Security Advisories (6)
CVE-2007-4769 (2008-01-09)

The regular expression parser in TCL before 8.4.17, as used in PostgreSQL 8.2 before 8.2.6, 8.1 before 8.1.11, 8.0 before 8.0.15, and 7.4 before 7.4.19, allows remote authenticated users to cause a denial of service (backend crash) via an out-of-bounds backref number.

CVE-2018-25032 (2022-03-25)

zlib before 1.2.12 allows memory corruption when deflating (i.e., when compressing) if the input has many distant matches.

CVE-2011-3045 (2012-03-22)

Integer signedness error in the png_inflate function in pngrutil.c in libpng before 1.4.10beta01, as used in Google Chrome before 17.0.963.83 and other products, allows remote attackers to cause a denial of service (application crash) or possibly execute arbitrary code via a crafted PNG file, a different vulnerability than CVE-2011-3026.

CVE-2016-10087 (2017-01-30)

The png_set_text_2 function in libpng 0.71 before 1.0.67, 1.2.x before 1.2.57, 1.4.x before 1.4.20, 1.5.x before 1.5.28, and 1.6.x before 1.6.27 allows context-dependent attackers to cause a NULL pointer dereference vectors involving loading a text chunk into a png structure, removing the text, and then adding another text chunk to the structure.

CVE-2007-4772 (2008-01-09)

The regular expression parser in TCL before 8.4.17, as used in PostgreSQL 8.2 before 8.2.6, 8.1 before 8.1.11, 8.0 before 8.0.15, and 7.4 before 7.4.19, allows context-dependent attackers to cause a denial of service (infinite loop) via a crafted regular expression.

CVE-2007-6067 (2008-01-09)

Algorithmic complexity vulnerability in the regular expression parser in TCL before 8.4.17, as used in PostgreSQL 8.2 before 8.2.6, 8.1 before 8.1.11, 8.0 before 8.0.15, and 7.4 before 7.4.19, allows remote authenticated users to cause a denial of service (memory consumption) via a crafted "complex" regular expression with doubly-nested states.

NAME

Tk_GetAnchor, Tk_NameOfAnchor - translate between strings and anchor positions

SYNOPSIS

#include <tk.h>

int Tk_GetAnchor(interp, string, anchorPtr)

char * Tk_NameOfAnchor(anchor)

ARGUMENTS

Tcl_Interp *interp (in)

Interpreter to use for error reporting.

char *string (in)

String containing name of anchor point: one of ``n'', ``ne'', ``e'', ``se'', ``s'', ``sw'', ``w'', ``nw'', or ``center''.

int *anchorPtr (out)

Pointer to location in which to store anchor position corresponding to string.

Tk_Anchor anchor (in)

Anchor position, e.g.
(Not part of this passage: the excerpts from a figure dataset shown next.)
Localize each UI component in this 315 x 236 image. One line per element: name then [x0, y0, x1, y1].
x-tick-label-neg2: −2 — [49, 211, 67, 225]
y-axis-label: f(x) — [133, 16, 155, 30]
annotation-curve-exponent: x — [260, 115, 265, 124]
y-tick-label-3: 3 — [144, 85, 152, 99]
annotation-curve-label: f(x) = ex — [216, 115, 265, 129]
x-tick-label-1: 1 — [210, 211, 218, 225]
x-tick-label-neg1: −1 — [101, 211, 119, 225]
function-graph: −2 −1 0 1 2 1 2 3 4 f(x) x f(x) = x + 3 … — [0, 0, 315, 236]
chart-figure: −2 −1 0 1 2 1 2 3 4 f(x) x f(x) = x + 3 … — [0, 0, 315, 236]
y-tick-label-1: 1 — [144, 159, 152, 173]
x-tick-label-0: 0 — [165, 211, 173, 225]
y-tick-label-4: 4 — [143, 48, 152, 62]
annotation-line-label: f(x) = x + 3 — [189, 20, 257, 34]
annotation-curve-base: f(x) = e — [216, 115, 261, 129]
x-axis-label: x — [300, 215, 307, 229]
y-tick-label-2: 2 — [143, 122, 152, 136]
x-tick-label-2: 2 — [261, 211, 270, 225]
TCL_ANCHOR_CENTER.

DESCRIPTION

Tk_GetAnchor places in *anchorPtr an anchor position (enumerated type Tk_Anchor) corresponding to string, which will be one of TK_ANCHOR_N, TK_ANCHOR_NE, TK_ANCHOR_E, TK_ANCHOR_SE, TK_ANCHOR_S, TK_ANCHOR_SW, TK_ANCHOR_W, TK_ANCHOR_NW, or TK_ANCHOR_CENTER. Anchor positions are typically used for indicating a point on an object that will be used to position that object, e.g. TK_ANCHOR_N means position the top center point of the object at a particular place.
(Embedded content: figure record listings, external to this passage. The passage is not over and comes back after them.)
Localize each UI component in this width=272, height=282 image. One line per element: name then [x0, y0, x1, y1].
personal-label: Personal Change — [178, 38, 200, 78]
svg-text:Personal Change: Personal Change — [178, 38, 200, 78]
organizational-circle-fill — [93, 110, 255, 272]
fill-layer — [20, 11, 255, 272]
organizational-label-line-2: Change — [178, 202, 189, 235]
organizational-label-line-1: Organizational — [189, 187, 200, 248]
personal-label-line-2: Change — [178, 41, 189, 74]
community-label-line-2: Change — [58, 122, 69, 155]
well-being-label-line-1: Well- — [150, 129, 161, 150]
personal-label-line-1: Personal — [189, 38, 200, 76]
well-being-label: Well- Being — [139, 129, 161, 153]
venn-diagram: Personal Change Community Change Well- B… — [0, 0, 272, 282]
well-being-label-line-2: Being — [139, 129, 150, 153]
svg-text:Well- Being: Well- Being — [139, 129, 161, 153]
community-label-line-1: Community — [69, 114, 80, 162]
Under normal circumstances the return value is TCL_OK and interp is unused. If string doesn't contain a valid anchor position or an abbreviation of one of these names, then an error message is stored in interp->result, TCL_ERROR is returned, and *anchorPtr is unmodified.

Tk_NameOfAnchor is the logical inverse of Tk_GetAnchor. Given an anchor position such as TK_ANCHOR_N it returns a statically-allocated string corresponding to anchor. If anchor isn't a legal anchor value, then ``unknown anchor position'' is returned.